Bio

I remember being about ten years old and becoming obsessed with the idea that if I was thinking with my brain, I ought to be able to think how it works! I’ve been trying to wrap my mind around reality (and our experiencing of it) ever since. I made a career out of anthropology—that utterly boundless science of humankind and how we got here—and then sidestepped into Buddhist philosophy and then art and photography and writing stories that tend to fall somewhere in the neighborhood of speculative and/or science fiction. I’m a big fan of Ursula Le Guin.

In my current series (EarthCycles), I’ve imagined a far future world in which survivors of a global apocalypse evolve new ways of being human. Not altogether new, of course. More like rearrangements of different aspects of our inherent human potential. The first volume of EarthCycles, Song of All Songs, was awarded the 2020 silver medal by Self Publishing Review. The book introduces a mixed race main character making her unique way through a deeply conflicted world. The second book in the series, Book of All Time, is set for release somewhere around mid-2021.

My first series (Recall Chronicles) is set in a hauntingly familiar 22nd-century world in which nobody grows old, an achievement that turns out to be not nearly so utopian as you might expect. Each volume tells the story of a different character’s experience of the same world, but with some of the same characters turning up in all the books.

There’s also a stand-alone contemporary fiction book, Not Knowing, that explores intergenerational PTSD in the life of an archaeologist working in Belize.

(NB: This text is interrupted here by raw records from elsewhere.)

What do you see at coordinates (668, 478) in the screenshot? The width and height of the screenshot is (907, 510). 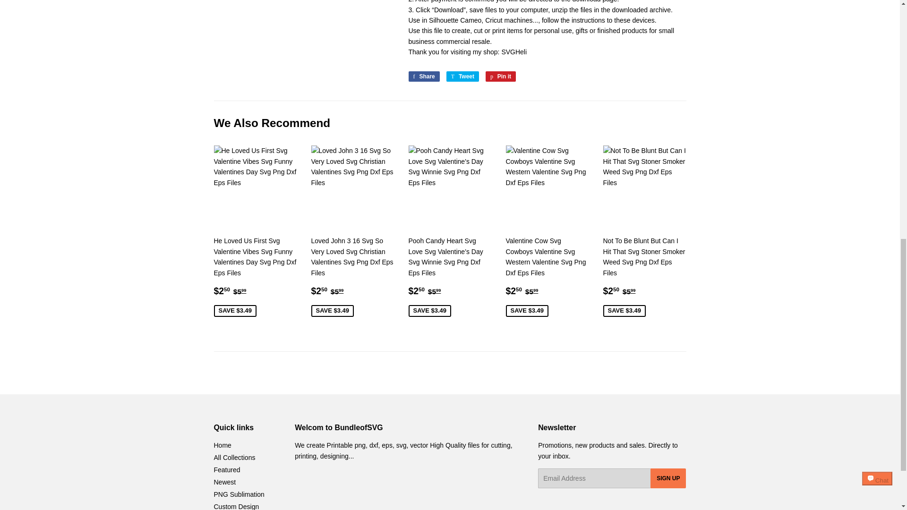 I see `SIGN UP` at bounding box center [668, 478].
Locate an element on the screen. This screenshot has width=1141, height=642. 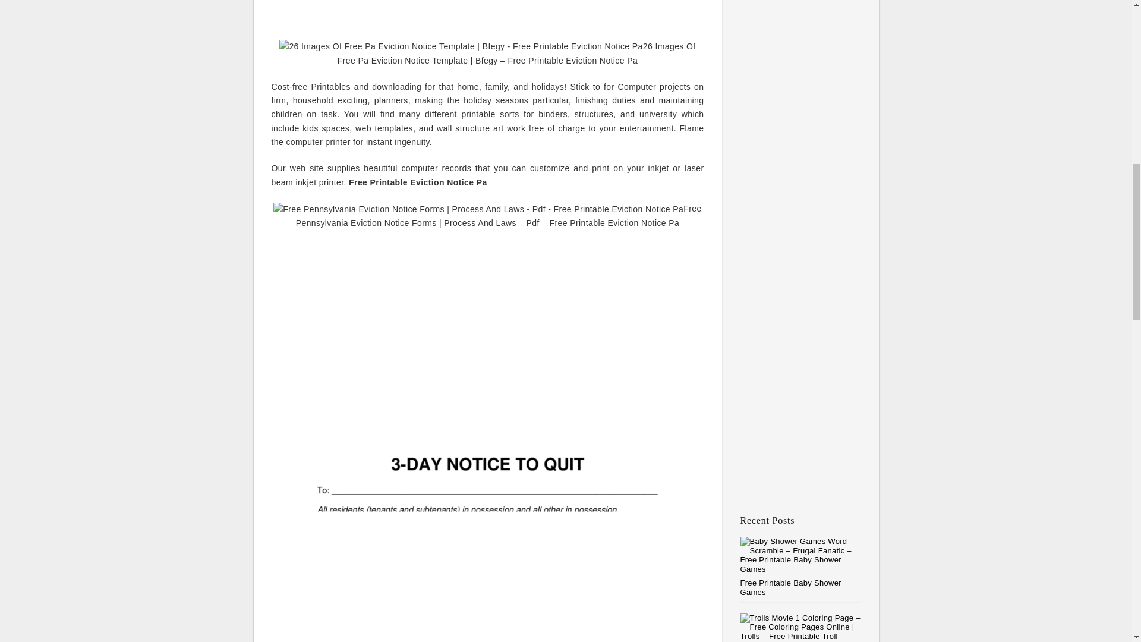
Free Printable Baby Shower Games is located at coordinates (791, 587).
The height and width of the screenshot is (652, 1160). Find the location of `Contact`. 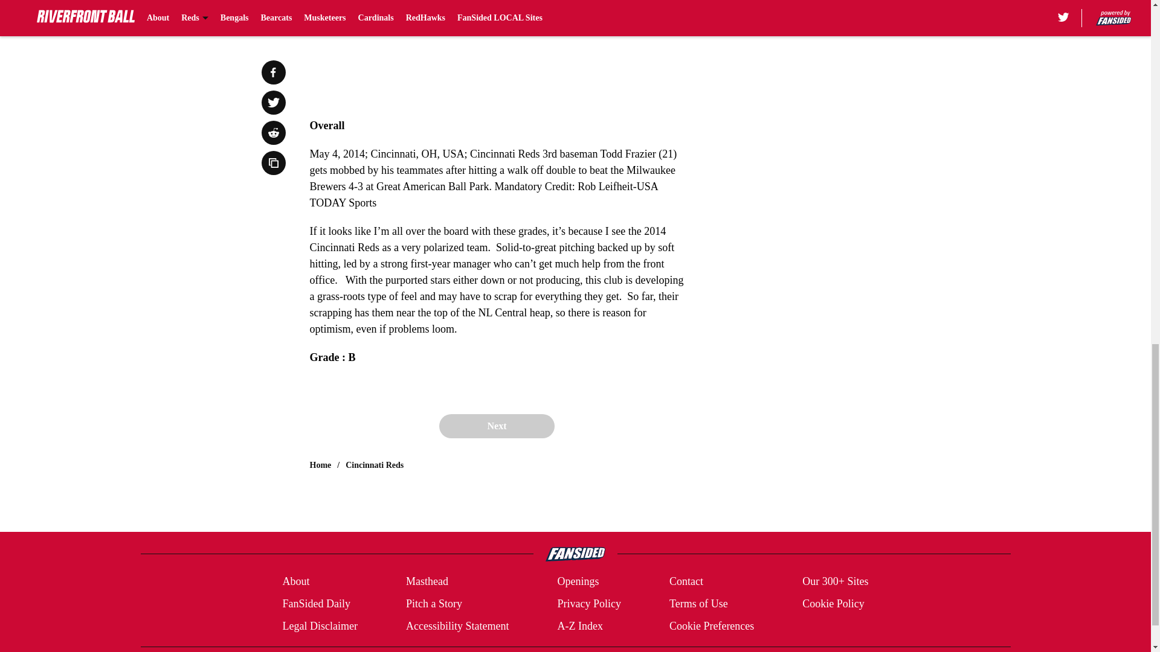

Contact is located at coordinates (686, 582).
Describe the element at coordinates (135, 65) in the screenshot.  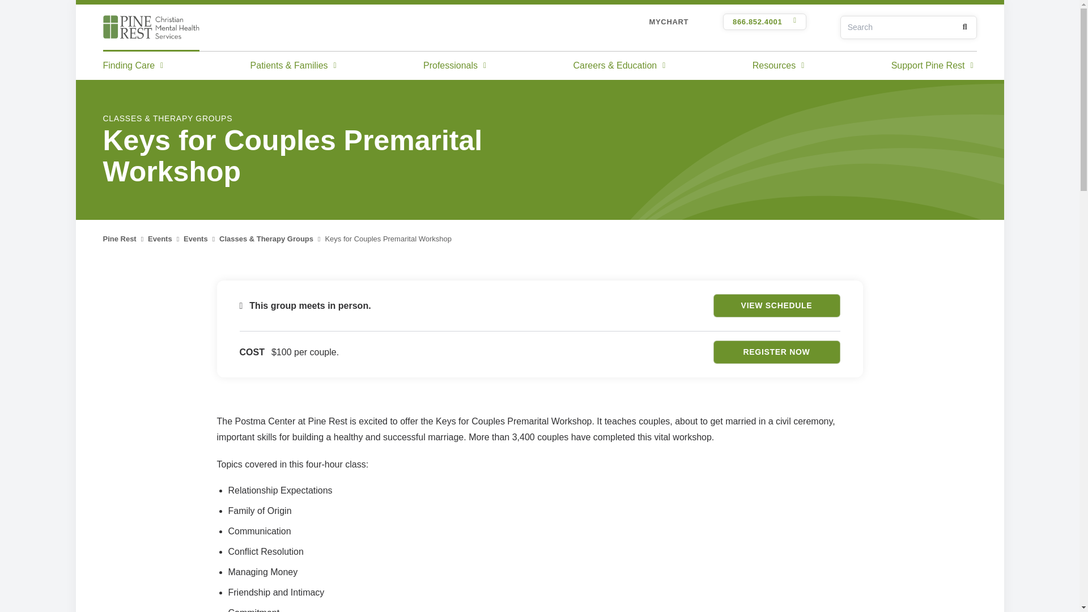
I see `Finding Care` at that location.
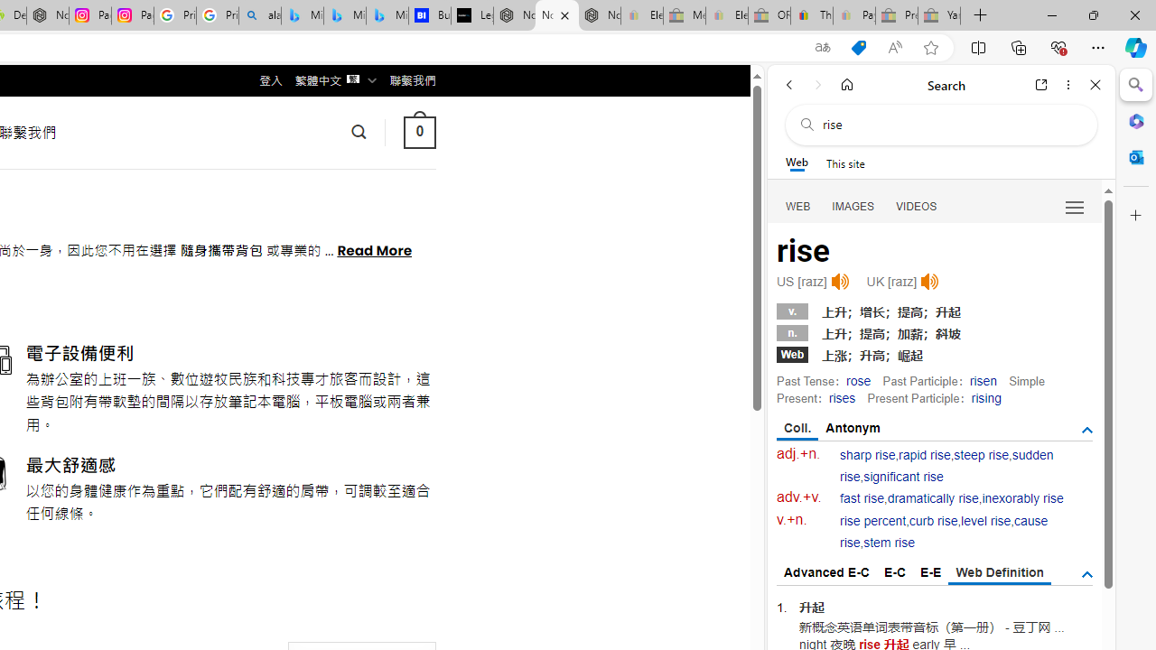  What do you see at coordinates (889, 544) in the screenshot?
I see `stem rise` at bounding box center [889, 544].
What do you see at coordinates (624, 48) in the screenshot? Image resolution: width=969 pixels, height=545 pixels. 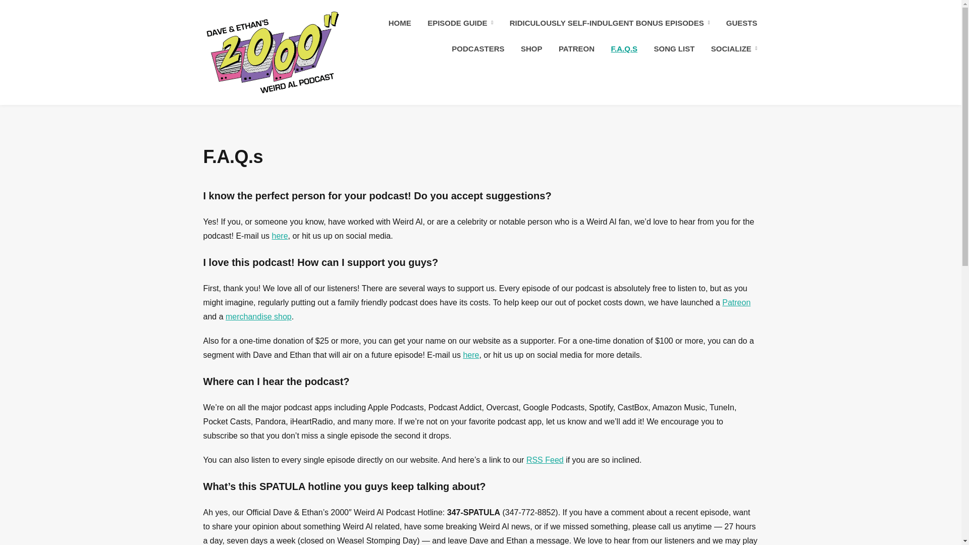 I see `F.A.Q.S` at bounding box center [624, 48].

Yes, I worked (as an ethnologist) in Belize for many years, so there’s a lot of my heart in this one.

I used to get out and about in Austin, participating in writing events and art events, and I hope to be able to do that again, as soon as we get this whole pandemic thing sorted out. (Wear your damn mask and get your damn vaccine!)

Before anthropology, I was a newspaper reporter, and beyond anthropology I studied Buddhist philosophy (and practice) and then became an artist and photographer. As an artist, I’m largely self-taught and my work has been primarily in acrylics on handmade Nepali lokta paper. I maintained an art studio in East Austin for a number of years, participating in EAST Austin Studio Tours from 2011 through 2014. My primary photographic interest is in Miksang contemplative photography. 

My paintings and photographs have been displayed at ASmith photographic gallery in Johnson City, Austin Bergstrom International Airport (February 15 – May 20, 2014), Glovinsky Gallery in Denver, CO, Dragonfly Gallery (Austin), Gallery Black Lagoon (Austin), The Art Studio Inc. (Beaumont), and Frederick Gallery (Fredericksburg, VA). My work was included in St. Louis Women’s Caucus for Art catalog of “Contemporary Women Artists XVI: Longevity.”

I earned my Ph.D. in anthropology from Southern Methodist University and previously taught at Lamar University in Beaumont, Texas.